It was rather unfortunate, then, that on the eve of their meeting, beef slid back on the menu.

It was announced yesterday that the Hard Rock Cafe in Paris had been closed for 15 days by order of the Paris authorities on suspicion of having breached the European embargo on British beef. Some 300kg of suspect meat was found in a freezer at the cafe last week.

The Hard Rock Cafe described the move as "completely unjustified" and said that it would appeal. Its defence is that the beef originated in the Irish Republic, and was packaged in Britain, a procedure which - it says - is permitted under the EU embargo, so long as the company concerned is on an approved list. Its spokesman added that only French beef was used in the cafe's hamburgers.

The French authorities had initially appeared to be considering the cafe's arguments, but changed their mind on Wednesday, when the cafe was ordered to be shut as constituting "a serious risk to public health".

They say that this is the second time the Hard Rock cafe has been found with suspect meat: a raid in June found 500kg of unlabelled beef - itself an offence. This resulted in a warning.

Regardless of the technicalities of the case, the closure of such a high- profile operation as the Hard Rock Cafe in Paris suggests an attempt by the authorities to show that they are enforcing the embargo on British beef.

That the cafe is a foreign, rather than French, operation makes the measure all the more popular. So far, it is mostly French butchers' shops that have been caught with suspect meat, and fined. To target such a prime symbol of Anglo-Saxon culture will have been deeply pleasing to some.

Doubtless Mr Major and Mr Chirac were trying to avoid the subject as they met for dinner last night, ahead of today's more formal talks. After all, beef aside, relations between London and Paris are excellent. The two leaders have roughly similiar ideas on Europe, and military co-operation between Europe's two premier armed powers is racing ahead.

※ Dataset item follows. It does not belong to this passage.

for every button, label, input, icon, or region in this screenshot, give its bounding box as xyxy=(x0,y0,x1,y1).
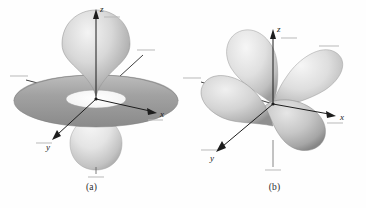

To mark the event, a new naval agreement between Britain and France was signed on board HMS Liverpool, a Type-42 destroyer, in Bordeaux harbour yesterday. The choice of vessel was coincidental, but probably apt: Project Horizon, an air-defence destroyer now under development, is designed primarily to defeat air and missile attack and is expected to form part of European defences against long-range missiles in the next century.

British Secretary of State for Defence Michael Portillo and his French counterpart, Charles Millon, signed the deal under which the chiefs of the British and French navies - Admiral Sir Jock Slater and Admiral Jean- Charles Lefebvre - will supervise joint planning of naval operations, joint exercises, procurement, research and development, and the use of joint British and French naval forces in pursuit of a stronger European defence component within Nato and the Western European Union.

But naval sources yesterday stressed the agreement did not cover nuclear matters although there is co-operation between the two countries in deciding nuclear strategy and shared nuclear patrols

A Franco-British European Air Group , was inaugurated by John Major and President Chirac on 30 October 1995. Because naval operations are centred on ships, a fixed headquarters is not needed. The Royal Navy said yesterday it would mean building on common procedures and means of communication.